Trunk Music
grip and stepped back. Bosch straightened his tie and shirt.
“Then let’s do it, cowboy,” Iverson said.
When they squeezed into the interview room, Goshen was waiting for them with his eyes closed, his legs up on the table and his hands laced behind his head. Bosch watched Iverson look down at the torn metal where the cuff ring had been attached to the table. Red flares of anger burst on his cheeks.
“Okay, asshole, get up,” Iverson ordered.
Goshen stood up and brought his cuffed hands up. Iverson got out his keys and took the cuff off one wrist.
“Let’s try this again. Sit down.”
When Goshen was back down, Iverson cuffed his wrists behind his back, looping the chain through one of the steel slats of the chair back. Iverson then kicked out a chair and sat to the side of the gangster. Bosch sat across from him.
“Okay, Houdini, you also’ve got destroying public property on your list now,” Iverson said.
“Wow, that’s bold, Iverson. Really bold. That’s like the time you came into the club and took Cinda into the fantasy booth. I think you called it interrogation. She called it something else. What’s this going to be?”
Iverson’s face now glowed with anger. Goshen puffed his chest up proudly and smirked at the detective’s embarrassment.
Bosch shoved the table into Goshen’s midsection and the big man doubled over it as his breath burst out. Bosch was up quickly and around the table. As he went, he pulled his keychain from his pocket. Then, using his elbow to keep Goshen’s chest down on the table, he flicked open the blade of his pocket knife and sawed off the big man’s ponytail. He went back to his seat and when Goshen lifted up, threw the six-inch length of hair on the table in front of him.
“Ponytails went out of style at least three years ago, Goshen. You probably didn’t hear about it.”
Iverson burst out in uproarious laughter. Goshen looked at Bosch with pale blue eyes that seemed as soulless as buttons on a machine. He didn’t say a word. He was showing Bosch he could take it. He was stand-up. But Bosch knew even he couldn’t stand up forever. Nobody can.
“You’ve got a problem, Lucky,” Iverson said. “Big problems. You-”
“Wait a minute, wait a minute. I don’t want to talk to you, Iverson. I don’t want you to talk to me. You’re a runt. I’ve got no respect for you. Understand? Anybody talks, let him talk.”
Goshen nodded to Bosch. There was a silence during which Bosch looked from him to Iverson and then back.
“Go get a cup,” Bosch said, without looking at Iverson. “We’ll be fine in here.”
“No, you-”
“Go get a cup.”
“You sure?”
Iverson looked as if he were being kicked out of the college fraternity because the boys didn’t think he fit in.
“Yeah, I’m sure. You got a rights form on you?”
Iverson got up. He took a folded piece of paper out of his coat pocket and tossed it on the table.
“I’ll be right outside the door.”
When Goshen and Bosch were alone they studied each other for a moment before Bosch spoke.
“You want a smoke?”
“Don’t play the good guy with me. Just tell me what’s what.”
Bosch shrugged off the rebuke and got up. He moved behind Goshen and took his keys out again. This time he unlocked one of the cuffs. Goshen brought his hands up and began rubbing the wrists to get circulation going. He noticed the length of hair on the table and slapped it onto the floor.
“Let me tell you something, Mr. L.A. I’ve been to a place where it doesn’t matter what they do to you, where nothing can hurt you. I’ve been there and back.”
“Everybody’s been to Disneyland, so what?”
“I’m not talking about fuckin’ Disneyland, asshole. I spent three years in the penta down in Chihuahua. They didn’t break me then, you aren’t going to do it now.”
“Let me tell you something then. In my life I’ve killed a lot of people. Just wanted you to know that up front. Time comes again, there won’t be any hesitation. None. This isn’t about good guy cops and bad guy cops, Goshen. That’s the movies. The movies where the bad guys have ponytails, I guess. But this is real life. You are nothing to me but meat. And I’m gonna put you down. That’s a given. It’s just up to you how hard and how far you want to go down.”
Goshen thought a moment.
“All right, so now we know each other. Talk to me. And I’ll take that smoke now.”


What to work on |
In the data, extract each line that holds the string "content".

——————

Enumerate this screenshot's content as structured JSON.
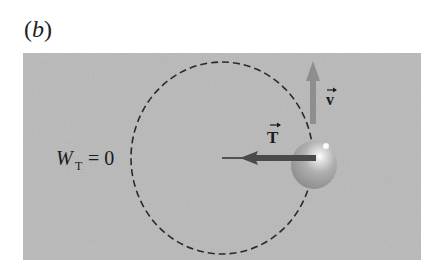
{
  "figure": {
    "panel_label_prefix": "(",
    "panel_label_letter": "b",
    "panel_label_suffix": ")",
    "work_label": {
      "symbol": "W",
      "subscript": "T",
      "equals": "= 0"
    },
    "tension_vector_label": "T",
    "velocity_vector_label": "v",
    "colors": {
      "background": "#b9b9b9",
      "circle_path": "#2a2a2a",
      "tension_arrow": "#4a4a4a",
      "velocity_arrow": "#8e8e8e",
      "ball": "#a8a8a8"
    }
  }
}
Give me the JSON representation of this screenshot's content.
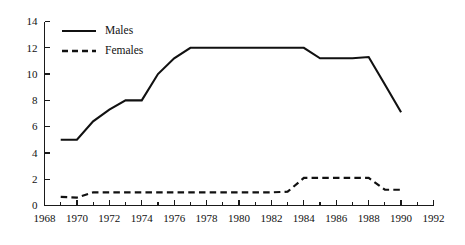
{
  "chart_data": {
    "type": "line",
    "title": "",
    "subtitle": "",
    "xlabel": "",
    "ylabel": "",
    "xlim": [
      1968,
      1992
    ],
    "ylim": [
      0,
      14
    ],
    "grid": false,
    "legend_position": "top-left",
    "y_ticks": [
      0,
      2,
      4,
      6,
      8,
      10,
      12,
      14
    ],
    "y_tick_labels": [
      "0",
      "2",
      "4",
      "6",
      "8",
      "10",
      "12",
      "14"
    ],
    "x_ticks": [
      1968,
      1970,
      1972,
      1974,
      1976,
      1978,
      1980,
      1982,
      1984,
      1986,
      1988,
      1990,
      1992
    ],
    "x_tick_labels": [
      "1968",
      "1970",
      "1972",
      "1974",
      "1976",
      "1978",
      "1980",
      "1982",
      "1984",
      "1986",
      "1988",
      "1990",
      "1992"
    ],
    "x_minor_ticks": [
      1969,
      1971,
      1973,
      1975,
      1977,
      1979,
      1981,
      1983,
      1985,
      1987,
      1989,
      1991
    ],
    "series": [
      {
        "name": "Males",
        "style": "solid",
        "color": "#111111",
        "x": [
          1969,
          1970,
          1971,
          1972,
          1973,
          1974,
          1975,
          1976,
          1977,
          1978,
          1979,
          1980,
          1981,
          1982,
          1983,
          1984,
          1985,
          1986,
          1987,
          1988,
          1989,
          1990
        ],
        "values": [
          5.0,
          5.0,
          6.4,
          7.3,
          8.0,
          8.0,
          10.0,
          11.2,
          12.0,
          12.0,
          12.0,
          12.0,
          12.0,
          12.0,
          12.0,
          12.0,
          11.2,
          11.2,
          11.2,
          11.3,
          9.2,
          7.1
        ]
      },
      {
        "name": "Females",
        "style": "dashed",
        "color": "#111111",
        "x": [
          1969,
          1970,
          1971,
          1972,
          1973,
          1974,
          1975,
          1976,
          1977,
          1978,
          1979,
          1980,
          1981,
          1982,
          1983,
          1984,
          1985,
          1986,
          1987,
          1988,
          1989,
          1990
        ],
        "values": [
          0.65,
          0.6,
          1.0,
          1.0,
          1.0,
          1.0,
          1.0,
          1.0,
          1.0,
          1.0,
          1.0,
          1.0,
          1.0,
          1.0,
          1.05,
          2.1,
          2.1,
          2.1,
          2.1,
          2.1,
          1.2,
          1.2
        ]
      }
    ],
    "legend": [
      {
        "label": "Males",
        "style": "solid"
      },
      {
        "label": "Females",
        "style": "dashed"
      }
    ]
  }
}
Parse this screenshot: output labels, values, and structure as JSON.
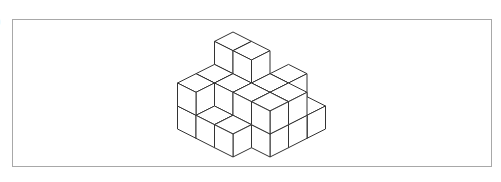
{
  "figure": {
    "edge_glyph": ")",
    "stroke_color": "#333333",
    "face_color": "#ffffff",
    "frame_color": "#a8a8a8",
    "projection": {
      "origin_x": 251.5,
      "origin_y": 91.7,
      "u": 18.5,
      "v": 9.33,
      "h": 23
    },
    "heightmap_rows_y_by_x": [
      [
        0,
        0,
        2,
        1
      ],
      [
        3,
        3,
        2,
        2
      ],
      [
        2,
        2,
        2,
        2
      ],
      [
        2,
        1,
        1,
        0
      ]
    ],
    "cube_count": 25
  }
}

——————

Answer to the exercise |
Enumerate this screenshot's content as structured JSON.
Give me the JSON representation of this screenshot's content.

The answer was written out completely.